• Ther Umsch · Feb 2014

    Review

    [Interventional treatment of atrial fibrillation - indication, techniques and success rates].

    • Christian Sticherling, Sven Knecht, Michael Kühne, and Stefan Osswald.
    • Kardiologie, Universitätsspital Basel.
    • Ther Umsch. 2014 Feb 1;71(2):87-92.

    AbstractAtrial fibrillation is the most common cardiac arrhythmia occurring in 2 % of the population. Aside from initiating oral anticoagulation in patients with an increased risk for thromboembolic complications, rhythm control often is the therapeutic target, particularly in the young and highly symptomatic. The ablation of patients with paroxysmal atrial fibrillation has emerged as an alternative to long-term treatment with antiarrhythmic drugs. It targets to isolate the pulmonary veins as the main triggers for atrial fibrillation in structurally normal atria. In the case of long-standing persistent atrial fibrillation, there is no agreement about the ablation strategy and the success rates are significantly lower. This review addresses the underlying pathophysiology, the ablation techniques, success rates and complications as well as alternative invasive treatment options.

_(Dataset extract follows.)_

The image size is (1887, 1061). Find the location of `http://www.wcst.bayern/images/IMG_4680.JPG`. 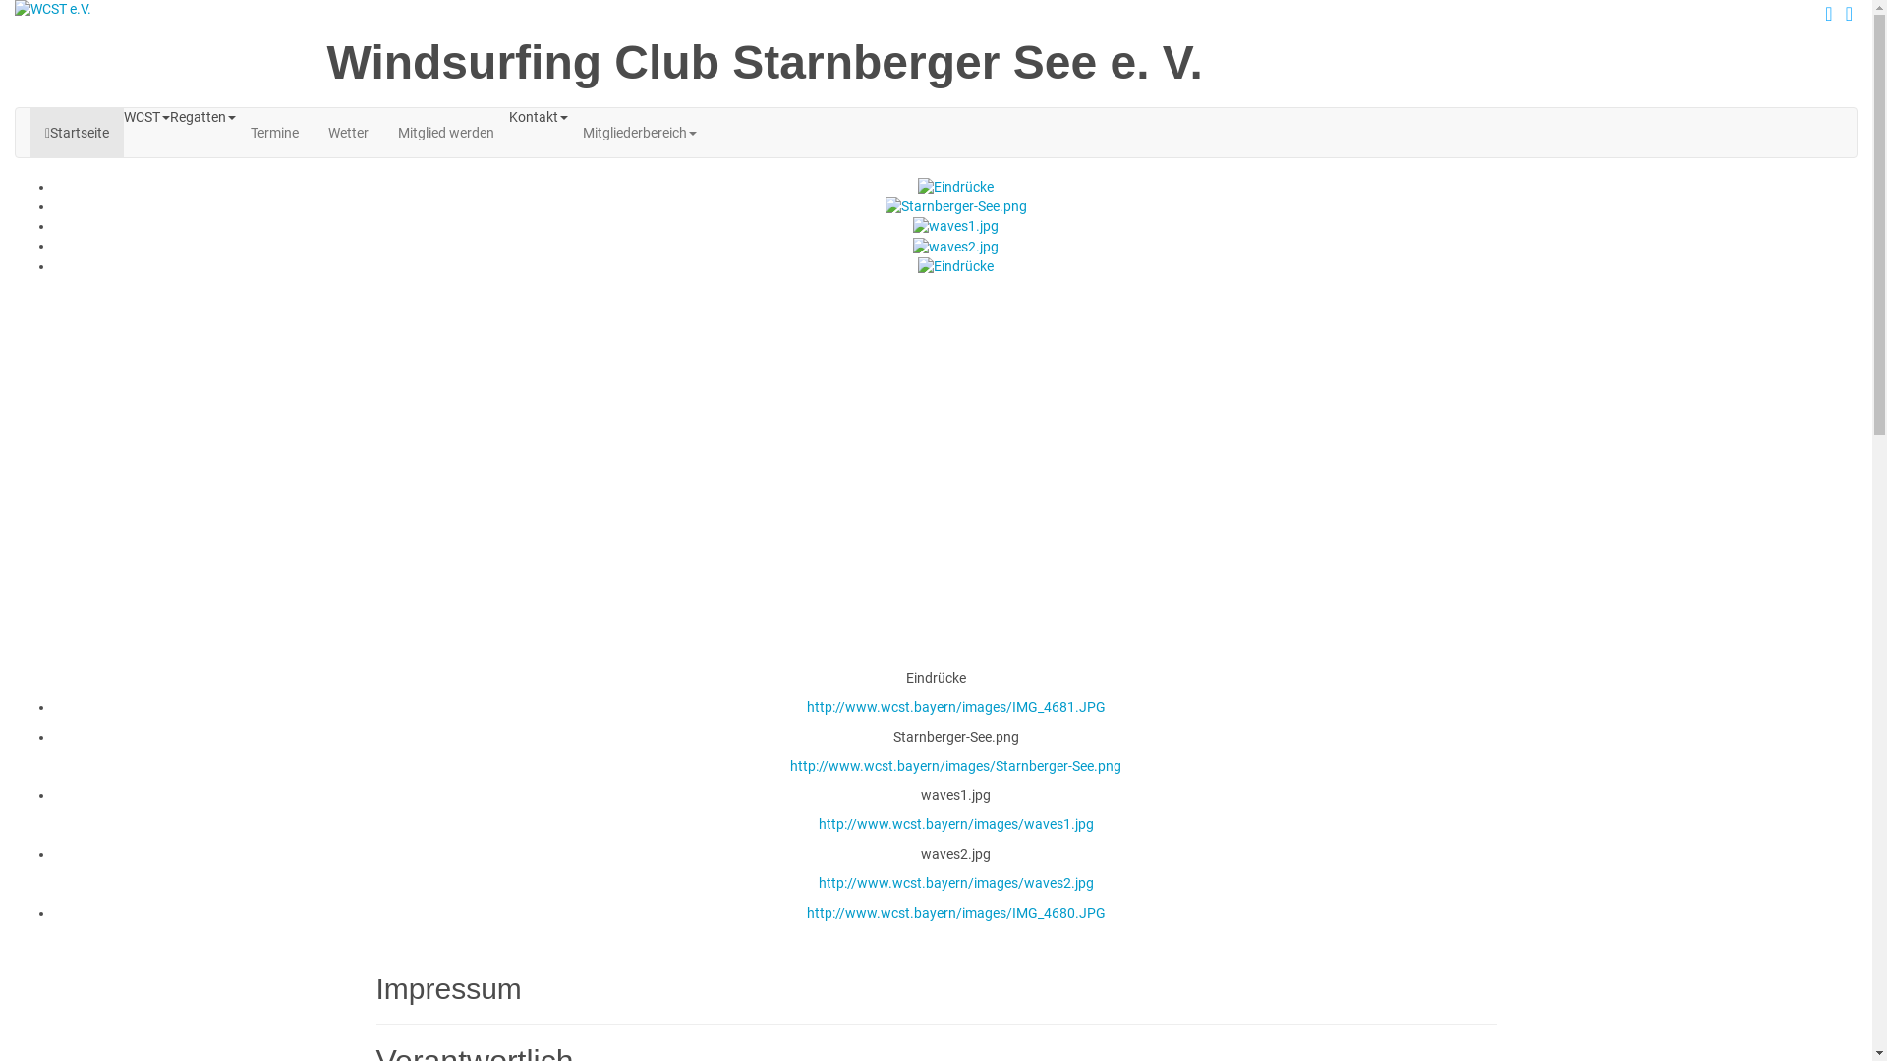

      Pubmed     Full text   Copy Citation     Plaintext  

      Add institutional full text...

    Notes

     
    Knowledge, pearl, summary or comment to share?
    300 characters remaining
    help        
    You can also include formatting, links, images and footnotes in your notes
    • Simple formatting can be added to notes, such as *italics*, _underline_ or **bold**.
    • Superscript can be denoted by <sup>text</sup> and subscript <sub>text</sub>.
    • Numbered or bulleted lists can be created using either numbered lines 1. 2. 3., hyphens - or asterisks *.
    • Links can be included with: [my link to pubmed](http://pubmed.com)
    • Images can be included with: ![alt text](https://bestmedicaljournal.com/study_graph.jpg "Image Title Text")
    • For footnotes use [^1](This is a footnote.) inline.
    • Or use an inline reference [^1] to refer to a longer footnote elseweher in the document [^1]: This is a long footnote..

    hide…

Want more great medical articles?

Keep up to date with a free trial of metajournal, personalized for your practice.
1,624,503 articles already indexed!

We guarantee your privacy. Your email address will not be shared.